For Noth, one of those things is theater. He shrugs at the fact that his TV work has never led to meaty film roles, beyond the Sex and the City movies: "The kind of movies I want to do are the kind they only make about eight of a year," he says. "I do get calls for movies, but not the kind I want. Movies are too much hard work not to do something you believe in. I don't want to do goofy romantic comedies. I've already got Sex and the City, which does it the best. So the movie thing is still up in the air for me. I have more plans in terms of stage than movies.
"I've done Shakespeare and I'd like to do more. I love the Russians and would like to do bunches of Chekhov. For an actor, that's some of the most stimulating material. And I've been thinking about a revival of ‘Born Yesterday.' "
Relaxation also involves cigars, a pleasure he first enjoyed while working in Canada where he was able to sample the joys of a Cuban cigar: "The first real cigar that got me hooked was a Romeo y Julieta Churchill," he says. "And OpusX beats the taste of any cigar out there. I can't wait for the Cuban embargo to end."
He deepened his taste for cigars while acting in the 1997 miniseries, "Rough Riders," as part of a company that included Tom Berenger, Sam Elliott and Gary Busey.
"We were in Texas at a boot camp in the middle of Texas heat-and Texas is full of cigar stores," Noth says. "After a day of that, there's nothing like a cigar to smoke while you're pondering what's left of your life."
Noth likes "a long cigar-I get a real buzz," he says. "I like to be sipping something with it, maybe a little Glenfiddich. I want a good draw. I don't like them too spicy-or too mild. I just want a good, rich flavor of smoke in my mouth and then I want to let it out slowly. And I smoke them right down to the butt end.
"When I lived in West Hollywood, there was a little cigar bar off Sunset that I used to go to, just a very small room with red leather chairs and an interesting group of guys. It was always a great occasion to relax and chat without anything particular in mind. Or I like to smoke at night, by myself with a book-or when I'm writing something, listening to a piece of music. It does relax me. It allows me to free-associate in my mind about my life and what's going on around me. It seems to be a way to sort out confusion-to step aside and take a time out with a cigar."

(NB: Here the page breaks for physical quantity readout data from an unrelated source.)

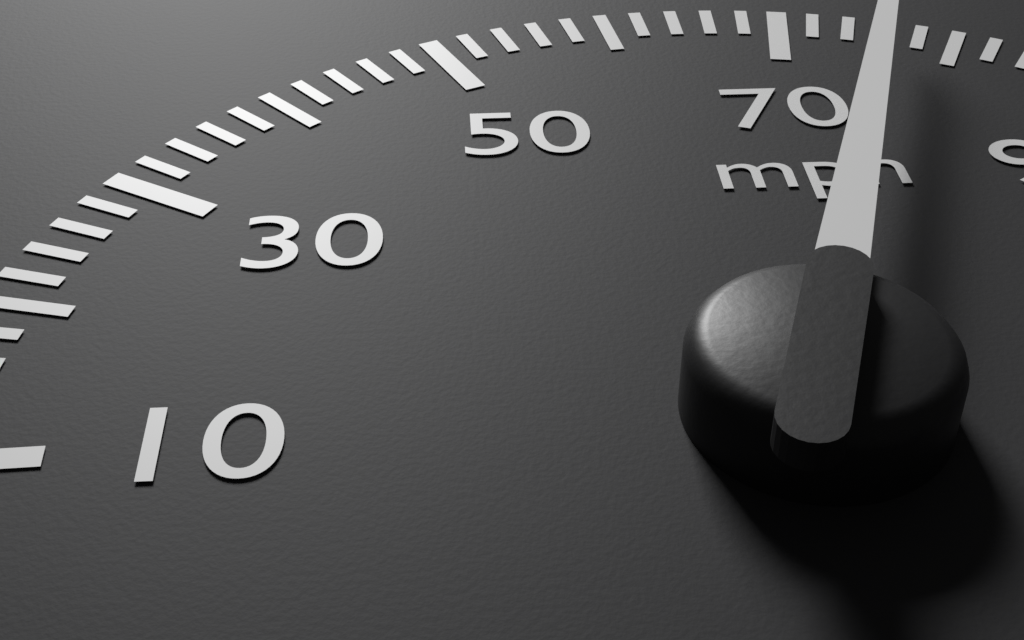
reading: 76 mph
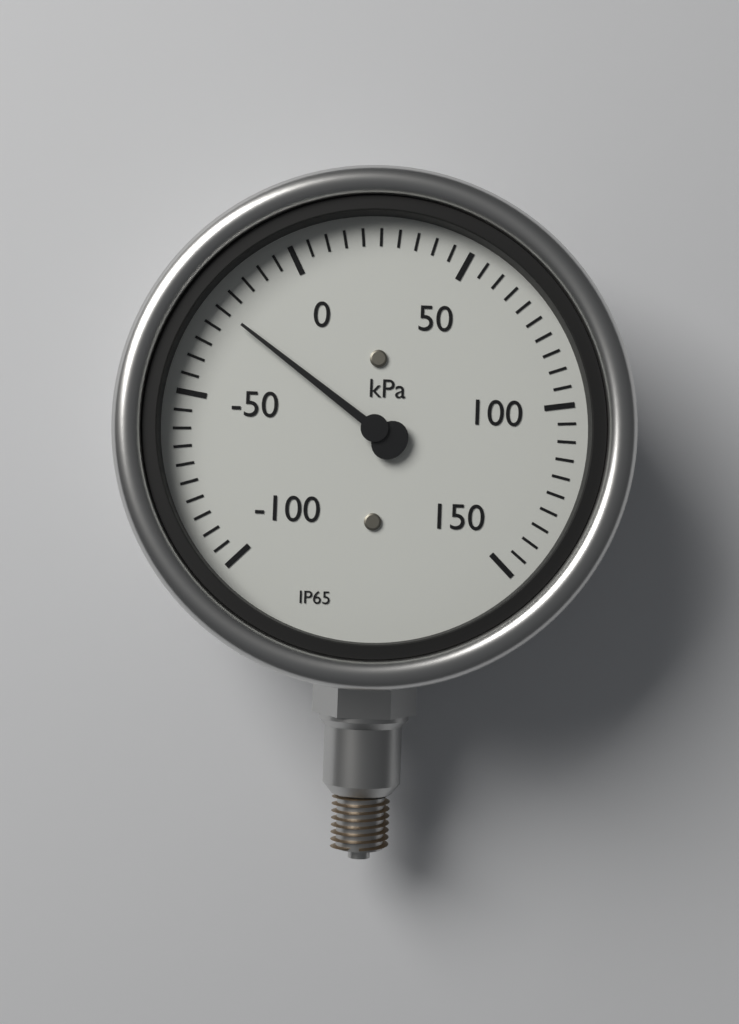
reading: -25 kPa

With a new movie due in theaters, a hit series renewed for another season and theater projects in various states of development, Noth has a sense of perspective he feels it's taken him this long to earn. His goal is to hang on to it, to apply the knowledge he's gained so far to get him to the finish line.
"One lesson I've learned as I've gotten older is that I can't go play basketball without stretching first," he says with a smile, bundling up for the winter weather. "I was taking a yoga class to stretch my aching back and the instructor said, ‘Your muscles contract.'
"Well, as you get older as an actor-and as a person-you contract emotionally and spiritually. You have to keep stretching out and not let yourself contract. And I think that's a metaphor for my life."
Contributing editor Marshall Fine's work can be found on his Web site, www.hollywoodandfine.com.